What to do if your work is stolen?
From fastest to most formal — most don’t require a lawyer, several are free.
Proof ≠ trial
Many creators give up before they’ve tried. The most common thought: “what’s the point, I won’t take it to court.”
It’s a false equation. In reality, the majority of intellectual property disputes are resolved without a courtroom — through a platform takedown, a cease and desist letter, or a formal complaint. Court is the last resort, not the only one.
And all these out-of-court paths require one thing: being able to prove, on a given date, that you were the original author of the work. That’s exactly what ETcH provides — and it’s what turns “I have no proof” into “here’s my dated, tamper-proof, verifiable-by-anyone proof.”
The remedies at a glance
| Remedy | Cost | Typical delay | Outcome |
|---|---|---|---|
| Platform takedown → | Free | A few hours to days | Content removal, possible account suspension |
| Cease and desist → | 0 (DIY) to €500 | Days to weeks | Amicable withdrawal in most cases |
| Criminal complaint → | Free | Months | Criminal investigation (copyright infringement) |
| Small claims → | A few hundred € | Months | Civil judgment (disputes < €5,000) |
Where to start?
The right remedy depends on the situation. Here’s a quick guide:
The stolen work is on a platform (Instagram, TikTok, Etsy, Amazon, Shein…) → start with a platform takedown. Free, fast, often sufficient.
The infringer is identifiable and reachable (a company, freelancer, another author) → a cease and desist letter with documented proof makes the majority of infringers back down.
The infringement is serious and you want to pursue criminal action → copyright infringement is a criminal offense in many jurisdictions. Filing a criminal complaint is generally free and triggers an investigation.
The financial stakes are clear and limited → small claims (or its local equivalent) is accessible without a lawyer in most jurisdictions.
These paths are not mutually exclusive. You can launch a takedown and send a cease and desist in parallel.
Prerequisite: proof
All of these remedies share one requirement: you must be able to prove you authored the work, and on what date it existed in this form.
That’s exactly what ETcH does. A cryptographic fingerprint of your file, anchored on Ethereum mainnet, packaged in a self-contained proof kit that you can hand to a platform, a lawyer, a bailiff, a judge.
I’ve been stolen from right now — emergency checklist
- Capture immediately: dated screenshots, full URLs, captures of the infringer’s accounts, observed publication dates. Keep everything in a dated folder.
- Do not delete your originals — not your working drafts, not your correspondence with collaborators, not your metadata. All of it can be useful.
- Identify the infringer: account name, platform, contact if available, link to the offending page.
- Document every step you take (takedown send date, copy of the cease and desist, acknowledgments, responses).
- Choose an appropriate remedy based on platform type and severity — see the guide above.
Honest limits
No remedy guarantees the outcome. Proof of prior authorship opens doors — it doesn’t plead the case on its own.
A takedown can be rejected if the platform finds the situation ambiguous. A cease and desist can be ignored. A criminal complaint can be dismissed. Small claims can rule against you.
For serious disputes and significant amounts, working with a lawyer remains an asset — and ETcH proof reduces their time (and therefore cost) because a critical part of evidence-building is already done.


WORK ITEM
Check each line of the data below for the word "CHILDREN", then extract the ones that have it.

====== AVAILABLE DATA

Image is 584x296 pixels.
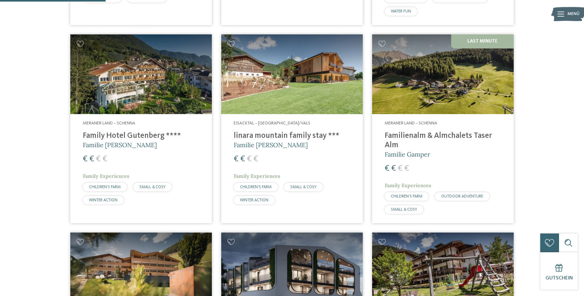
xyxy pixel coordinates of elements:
[83,173,129,179] span: Family Experiences
[83,121,135,125] span: Meraner Land – Schenna
[391,194,422,198] span: CHILDREN’S FARM
[290,185,316,189] span: SMALL & COSY
[391,9,411,13] span: WATER FUN
[221,34,363,223] a: Familienhotels gesucht? Hier findet ihr die besten! Eisacktal – [GEOGRAPHIC_DATA]/Vals linara mou...
[89,155,94,163] span: €
[234,173,280,179] span: Family Experiences
[247,155,251,163] span: €
[372,34,514,223] a: Familienhotels gesucht? Hier findet ihr die besten! Last Minute Meraner Land – Schenna Familienal...
[234,131,350,141] h4: linara mountain family stay ***
[70,34,212,223] a: Familienhotels gesucht? Hier findet ihr die besten! Meraner Land – Schenna Family Hotel Gutenberg...
[89,198,117,202] span: WINTER ACTION
[391,164,396,172] span: €
[83,131,199,141] h4: Family Hotel Gutenberg ****
[391,207,417,212] span: SMALL & COSY
[89,185,121,189] span: CHILDREN’S FARM
[102,155,107,163] span: €
[545,276,573,281] span: Gutschein
[385,121,437,125] span: Meraner Land – Schenna
[253,155,258,163] span: €
[70,34,212,114] img: Family Hotel Gutenberg ****
[83,155,87,163] span: €
[234,141,308,149] span: Familie [PERSON_NAME]
[385,164,389,172] span: €
[240,155,245,163] span: €
[240,185,271,189] span: CHILDREN’S FARM
[221,34,363,114] img: Familienhotels gesucht? Hier findet ihr die besten!
[385,131,501,150] h4: Familienalm & Almchalets Taser Alm
[404,164,409,172] span: €
[240,198,268,202] span: WINTER ACTION
[385,150,430,158] span: Familie Gamper
[83,141,157,149] span: Familie [PERSON_NAME]
[540,252,578,290] a: Gutschein
[234,121,310,125] span: Eisacktal – [GEOGRAPHIC_DATA]/Vals
[139,185,166,189] span: SMALL & COSY
[234,155,238,163] span: €
[96,155,101,163] span: €
[372,34,514,114] img: Familienhotels gesucht? Hier findet ihr die besten!
[441,194,483,198] span: OUTDOOR ADVENTURE
[385,182,431,188] span: Family Experiences
[398,164,402,172] span: €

============

EXERCISE RESULT
[391,194,422,198] span: CHILDREN’S FARM
[89,185,121,189] span: CHILDREN’S FARM
[240,185,271,189] span: CHILDREN’S FARM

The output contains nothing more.